Gas Huffer

  • Gas Huffer
  • Ethyl EP7 (Black) 1991 
  • Janitors of Tomorrow (eMpTy) 1991 
  • Integrity Technology and Service (eMpTy) 1992 
  • One Inch Masters (Epitaph) 1994 
  • The Inhuman Ordeal of Special Agent Gas Huffer (Epitaph) 1996 

Perhaps the garage-band tradition is better entrenched in the Pacific Northwest than anywhere else in America because the region’s perpetual precipitation encourages folks to while away their days cranking amps in their own carports or searching for Sonics singles in their neighbors’. Gas Huffer, unlike more historically minded peers, seem to have divided the above pursuits properly — spending about 90 percent of their time at the former, using the latter as little more than coasters for those ever-present tallboys.

The quartet was formed at the turn of the decade by guitarist Tom Price (formerly the prime mover in the U-Men, a heavy, gnarled band that presaged — and outstripped — the ghosts of grunge future) and quickly garnered a rep as the apogee of Seattle’s party-rock sector. Swathed in a tastelessly absurd comic-book largely drawn by drummer Joe Newton, Janitors of Tomorrow ambles through familiar psychobilly territory, but Price’s left-field flourishes and singer Matt Wright’s defeatist blue-collar humor cast the scenery in a slightly different light.

It’d be a stretch to say Integrity Technology and Service is any more serious than its predecessor, but the album does sound a whole lot more coherent. The spot-on call-and-response vocals that propel “George Washington” (“What do you think of this song?/We think it’s going on too long”) and Don Blackstone’s crypto-surf basslines (on “Bad Vibes”) are uncannily professional — but then again, “I.T.S. Credo” reaffirms the band-held view of rock as hard manual labor. Moving to Epitaph, One Inch Masters dispenses with the 9-to-5 shtick (did the recession hit home or something?), but Gas Huffer still manages to self-reference with the best of ’em, as evidenced by the overdriven club-tour anthem “Stay in Your House.” Although the presence of harmonies, middle eights and such (no doubt the influence of producer Kurt Bloch) might give primitivists pause, there’s no disputing the outright dopiness of songs like “Chicken Foot” and the mock-doomy “Appendix Gone.” It’s not all super-premium, but the fumes will keep you going for a while. The Inhuman Ordeal of Special Agent Gas Huffer was also produced by Bloch and offers an attendant comic/lyric book available by mail.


[HOW TO COMPLETE THIS TASK] Whenever a line of the data below holds the string "group", copy that line.

Dataset records on visual material:
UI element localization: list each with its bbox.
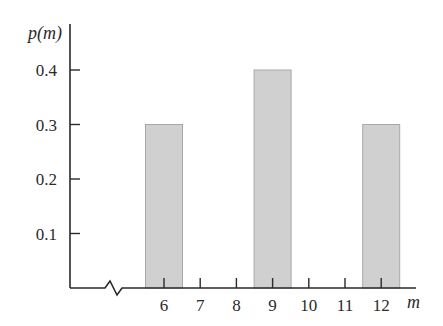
bar-m-9 bbox=[254, 70, 291, 288]
labels-group: 0.10.20.30.46789101112p(m)m bbox=[26, 23, 420, 315]
probability-bar-chart: 0.10.20.30.46789101112p(m)m bbox=[0, 0, 443, 326]
y-tick-label: 0.4 bbox=[36, 61, 58, 80]
x-axis-title: m bbox=[407, 292, 420, 312]
y-tick-label: 0.1 bbox=[36, 225, 57, 244]
x-tick-label: 7 bbox=[196, 296, 205, 315]
y-tick-label: 0.2 bbox=[36, 170, 57, 189]
bar-m-6 bbox=[146, 125, 183, 289]
y-axis-title: p(m) bbox=[26, 23, 62, 44]
x-tick-label: 8 bbox=[232, 296, 241, 315]
x-tick-label: 11 bbox=[337, 296, 353, 315]
bars-group bbox=[146, 70, 400, 288]
x-tick-label: 6 bbox=[160, 296, 169, 315]
bar-m-12 bbox=[363, 125, 400, 289]
y-tick-label: 0.3 bbox=[36, 116, 57, 135]
x-tick-label: 10 bbox=[300, 296, 317, 315]
x-tick-label: 12 bbox=[373, 296, 390, 315]
x-tick-label: 9 bbox=[268, 296, 277, 315]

[ANSWER FOR THE TASK]
labels-group: 0.10.20.30.46789101112p(m)m bbox=[26, 23, 420, 315]
bars-group bbox=[146, 70, 400, 288]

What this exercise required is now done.